Chapter 7 Final Review


1. What are the three encoding levels?
2. What are three ways to enrich encoding?
3. Information processing theory suggests that we divide out memory in 3 different stores. What are
they?
4. Draw the Atkinson and Shiffrin model of memory storage.
5. In our short term memory, what is thought to be the most items we can store?
6. In our short term memory, how long can we store something without rehearsal?
7. Describe the idea of looking at short term memory as working memory.
8. What is the tip-of-the-tongue phenomenon?
9. Compare context-dependent and state-dependent memory.

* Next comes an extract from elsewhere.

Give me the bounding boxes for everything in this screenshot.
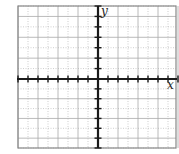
y-axis-label: y: [100, 4, 108, 18]
coordinate-plane: x y: [0, 0, 179, 154]
x-axis-label: x: [167, 78, 174, 92]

10. What are retrieval cues?
11. Describe Bartlett’s (1932) study regarding reconstructive memory. What does the study suggest?
12. What is a schema?
13. Describe Loftus and Palmer’s (1974) study regarding reconstructive memory. What does this
study suggest? Identify the independent and dependent variable.
14. Why shouldn’t we use leading questions?
15. What is confabulation?
16. What is Ebbinghaus’s Forgetting Curve? What does it tell us?
17. What are three ways/tasks researchers use to study retention of memory?
18. What are three hypotheses for why we forget things?
19. Compare retroactive interference and proactive interference.
20. What is the repressed memory controversy?
21. List the seven sins of memory. Describe each in seven words or less.
22. Regarding biochemistry, neural circuitry, and anatomy, describe the physiology of memory.
23. What is retrograde amnesia? What is anterograde amnesia?
24. Compare and contrast explicit and implicit memory.
25. What are procedural memories? What are declarative memories? What are the two categories
found under declarative memories? Draw a flow chart depicting procedural and declarative memory.
26. What are some ways to improve memory?